To Phillip, the cottages were now Maddison's Folly. But to some others before the war the rebuilding did not appear as a failure. In the top cottage lived Mrs. Valiant with her husband, a man who had laboured on a neighbouring farm for almost half a century. With them were her son and daughter-in-law. There were four bedrooms in Top Cottage, and two downstairs rooms. Mrs. Valiant had come to Phillip, begging to be allowed to occupy the cottage, saying that where she lived it was so dark and damp.

“The Council condemned it years ago, with the others beside it, but nothing wor' done. They make promises, then they say there is no money to carry out the promises.

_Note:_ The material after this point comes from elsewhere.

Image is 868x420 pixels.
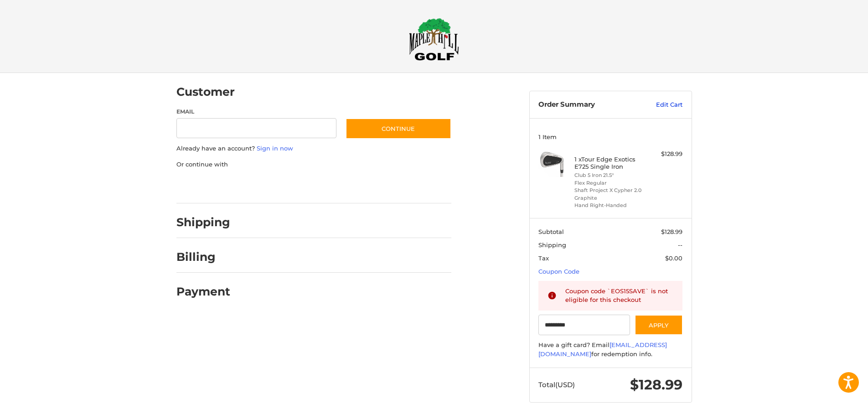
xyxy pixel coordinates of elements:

Oh, please, do give me a chance, sir!”

Phillip had intended the two upper cottages to be kept as
service-cottages
: for a farmer without service-cottages was impotent to hire
new men, who expected to live in his cottages. But Top Cottage had stood empty; and Mrs. Valiant looked to be a neat and tidy woman, with a sensitive face that he liked at once, so he had yielded to her plea. He told her that he could not allow any
hen-houses
or rabbit-hutches to be erected in the garden; and, as the paths had been relaid with new gravel, and much time spent on clearing the gardens of broken bottles, tins, and other rubbish, he did not want them to degenerate into what they were before he came, and would they please not throw coal-ashes and cinders there?